Twenty-four characters finished in under a second; twenty-eight took over twelve. Every two extra characters roughly quadrupled the work. Your exact numbers will differ by machine, but the curve is the point: the cost runs off the top of the page. A string of forty a's would outlast your patience, and remember that the input came from outside your system, chosen by someone who wants it to hurt.

The fixes are dull and they work. Do not nest quantifiers: ^a+$ does the same job in linear time and clears forty thousand characters in a fraction of a millisecond. Be specific instead of greedy where you can, so a bounded \w{1,64} or [^\s]+ beats an open .* sitting next to another star.
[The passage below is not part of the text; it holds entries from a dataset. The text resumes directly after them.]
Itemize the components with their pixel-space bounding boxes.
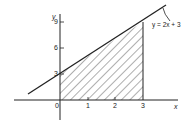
line-equation-label: y = 2x + 3 (152, 22, 181, 29)
y-tick-label-9: 9 (54, 18, 58, 25)
y-tick-label-6: 6 (54, 44, 58, 51)
label-leader (163, 8, 170, 21)
origin-label: 0 (55, 102, 59, 109)
x-tick-label-2: 2 (113, 102, 117, 109)
shaded-region (60, 22, 143, 100)
graph-canvas (0, 0, 193, 126)
x-tick-label-3: 3 (141, 102, 145, 109)
x-axis-label: x (174, 103, 178, 110)
y-tick-label-3: 3 (54, 70, 58, 77)
x-tick-label-1: 1 (86, 102, 90, 109)
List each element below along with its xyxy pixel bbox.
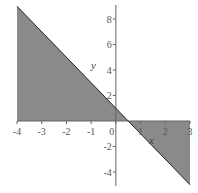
x-axis-ticks: -4-3-2-10123 (13, 121, 193, 137)
function-plot: -4-3-2-10123 -4-22468 x y (0, 0, 198, 193)
x-tick-label: -2 (62, 126, 70, 137)
y-tick-label: -2 (104, 141, 112, 152)
x-tick-label: 2 (163, 126, 168, 137)
x-tick-label: 0 (109, 126, 114, 137)
y-tick-label: 4 (107, 65, 112, 76)
y-axis-label: y (90, 59, 96, 71)
x-tick-label: -4 (13, 126, 21, 137)
x-tick-label: 3 (188, 126, 193, 137)
x-tick-label: -3 (38, 126, 46, 137)
y-tick-label: 6 (107, 39, 112, 50)
x-tick-label: -1 (87, 126, 95, 137)
y-tick-label: -4 (104, 167, 112, 178)
y-axis-ticks: -4-22468 (104, 14, 116, 178)
x-tick-label: 1 (138, 126, 143, 137)
x-axis-label: x (148, 134, 154, 146)
y-tick-label: 8 (107, 14, 112, 25)
y-tick-label: 2 (107, 90, 112, 101)
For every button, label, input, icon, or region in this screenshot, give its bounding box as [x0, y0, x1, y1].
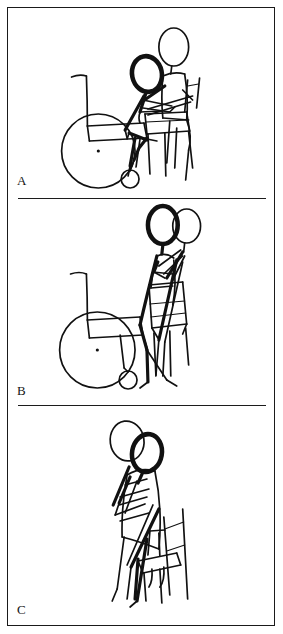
- wheelchair-group-b: [60, 273, 147, 390]
- panel-divider-2: [18, 405, 266, 406]
- panel-divider-1: [18, 198, 266, 199]
- figure-panel-c: C: [8, 409, 274, 625]
- panel-c-illustration: [8, 409, 274, 625]
- patient-figure-b: [140, 206, 183, 388]
- panel-label-c: C: [17, 603, 26, 616]
- figure-frame: A: [7, 7, 275, 626]
- caregiver-figure-a: [143, 28, 193, 180]
- panel-label-a: A: [17, 174, 27, 187]
- figure-panel-a: A: [8, 8, 274, 199]
- figure-panel-b: B: [8, 200, 274, 408]
- panel-a-illustration: [8, 8, 274, 199]
- panel-label-b: B: [17, 384, 26, 397]
- panel-b-illustration: [8, 200, 274, 408]
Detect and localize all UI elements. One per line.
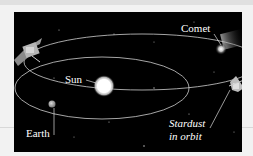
sun-label: Sun [65, 74, 82, 85]
comet-leader [214, 34, 221, 45]
stardust-spacecraft-left-icon [14, 38, 42, 66]
earth-icon [49, 101, 56, 108]
sun-icon [93, 75, 115, 97]
outer-orbit [24, 34, 242, 90]
stardust-label-line1: Stardust [169, 118, 205, 129]
stardust-spacecraft-right-icon [229, 76, 242, 92]
solar-system-diagram: Comet Sun Earth Stardust in orbit [14, 12, 242, 152]
stardust-leader [210, 90, 230, 128]
earth-label: Earth [26, 128, 50, 139]
comet-label: Comet [181, 23, 210, 34]
stardust-label-line2: in orbit [169, 131, 202, 142]
page-top-strip [0, 0, 253, 5]
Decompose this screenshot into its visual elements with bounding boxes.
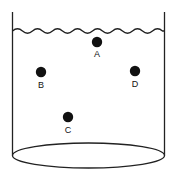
beaker-diagram — [0, 0, 176, 180]
particle-label-d: D — [127, 80, 143, 89]
liquid-surface-wave — [13, 29, 165, 34]
particle-label-a: A — [89, 50, 105, 59]
particle-label-b: B — [33, 81, 49, 90]
particle-b — [36, 67, 46, 77]
particle-a — [92, 37, 102, 47]
particle-d — [130, 66, 140, 76]
particle-label-c: C — [60, 126, 76, 135]
figure-canvas: A B C D — [0, 0, 176, 180]
cylinder-base-ellipse — [13, 143, 165, 168]
particle-c — [63, 112, 73, 122]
Test any new pattern against a long, almost-matching string before you ship it, so you meet the cliff in a test run and not in production. Never point a hand-written pattern at attacker-controlled text without a timeout or a vetted library behind it. When you need regex on untrusted input at scale, the RE2 engine (Google's linear-time regex library, available for Python as the google-re2 package) is built so it can never backtrack, so it cannot blow up this way; it rejects the handful of pattern features that would force backtracking and runs everything else in guaranteed linear time. A validator that can be hung on demand is a denial-of-service switch you have handed to strangers.

safe.py
import re, time
safe = re.compile(r"^a+$") # no nested quantifier -> linear time
text = "a" * 40000 + "!" # 40k almost-matching characters
start = time.perf_counter()
safe.search(text)
print(f"took {time.perf_counter() - start:.4f}s on {len(text)} chars")
~/secopslog — bash
$ python3 safe.py
took 0.0003s on 40001 chars

Same input size that would have frozen the nested pattern, and the safe one barely registers. The only change was removing the nesting. That is the whole trick: give the engine one clear way to match instead of thousands.

Quick check
01You need to run a pattern against usernames submitted by anyone on the internet. Which one is most likely to be exploited for a denial-of-service (ReDoS)?
Correct — A + wrapped around a group that already repeats (\w+) creates exponentially many ways to split the same input, so a long almost-matching string can hang the engine.
Incorrect — This is safe. The bounded {1,64} count leaves the engine no room to backtrack exponentially; the work stays linear.
Incorrect — A single unbounded quantifier over one character class runs in linear time. It is the nesting that causes the blow-up, not the + on its own.
Incorrect — A literal prefix plus one simple quantifier is fine; there is no nested repetition for an attacker to exploit.
02Your parser pulls 999.1.2.3 out of a log line using the pattern \d+\.\d+\.\d+\.\d+. What can you correctly conclude, per the lesson?
Correct — the lesson warns that a match is not validation, since \d+\.\d+\.\d+\.\d+ happily matches 999.1.2.3, so check it with Python's ipaddress module before acting on it.
Incorrect — \d+ allows any number of digits, so 999 matches, and the pattern enforces no numeric range at all.
Incorrect — the lesson says never splice an extracted value into a command, because attackers craft log lines precisely to abuse a careless downstream parser.
Incorrect — a regex readily matches invalid-but-correctly-shaped data, which is exactly the trap being warned about.
03You loop over auth.log lines with pat = re.compile(r'from (?P<ip>\d+\.\d+\.\d+\.\d+)') and call pat.match(line) on each. Every call returns None even though the lines clearly contain from 203.0.113.42. What is wrong?
Incorrect — MULTILINE only changes what ^ and $ mean, and this pattern uses neither anchor, so it is irrelevant here.
Incorrect — the pattern is already compiled; finditer would work, but match failing is about where it looks, not about compilation.
Incorrect — capturing versus non-capturing changes only how you retrieve the value, not whether match finds it.
Correct — the lesson shows match returning None because it pins the pattern to the front door, while search and finditer scan the entire line.